Daniels Gumbs House c1900
Daniels Gumbs House c.1900

Daniel Gumb, lived in the early part of the Eighteenth Century near Cheesewring, in a home which he provided for himself among the rocks :-

” Daniel Gumb, a stone-cutter, was born in the parish of Linkinhorne about the beginning of the eighteenth century. In the early part of his life he was very fond of reading, and of a reserved disposition and studious habits, so that even in his youth he acquired a considerable amount of mathematical knowledge. But he became more particularly noted through taking up his abode among the rocks of Stowes Common near the Cheesewring. Here he excavated the ground and placed strong posts under two horizontal slabs of granite, and thus formed a dwelling of the primitive order, with rocky cells and sleeping rooms adjoining of very narrow dimensions; a little walled courtlage and garden on the south side completed the premises. When he had thus finished his dwelling place, the Mountain Philosopher- for by this name he had become generally known-took home his bride Florence, also from the Linkinhorne, who brought him a numerous family all born and reared in this untaxed tenement. The mountain-top became his only ‘Place of devotion, for tradition says that he was never known to attend the parish Church or any other place of worship. His wife fully coincided with his eccentric notions and dispensed with the ceremony of churching at the increase of her family, being quite assured that ‘Daniel was a far better . scolard than the passen was.’ Under these singular circumstances it is not surprising that he was visited by many as one of the curiosities of the neighbourhood.
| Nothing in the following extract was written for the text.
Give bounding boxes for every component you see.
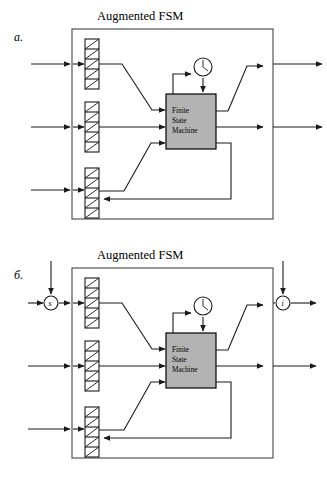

He turned his mathematical knowledge to practical use by occasionally surveying and mapping estates, and a headstone in the churchyard shows that he had attained to a respectable ‘ proficiency in letter-making. A diagram on one of the rocks of his now ruined dwelling seems intended to illustrate ‘a problem in Euclid; , D. Gumb 1735’ on another is supposed to be the date of his marriage. But death, which lays his withering hand alike on the philosopher and the illiterate, and who cannot be barricaded against by the most ponderous masses of granite, nor foiled by the most astute mathematical disquisitions, at length, visited the narrow house of Daniel Gumb, and in 1776 he was consigned to a still narrower one. Some of his descendants long continued to follow their father’s occupation in the district.”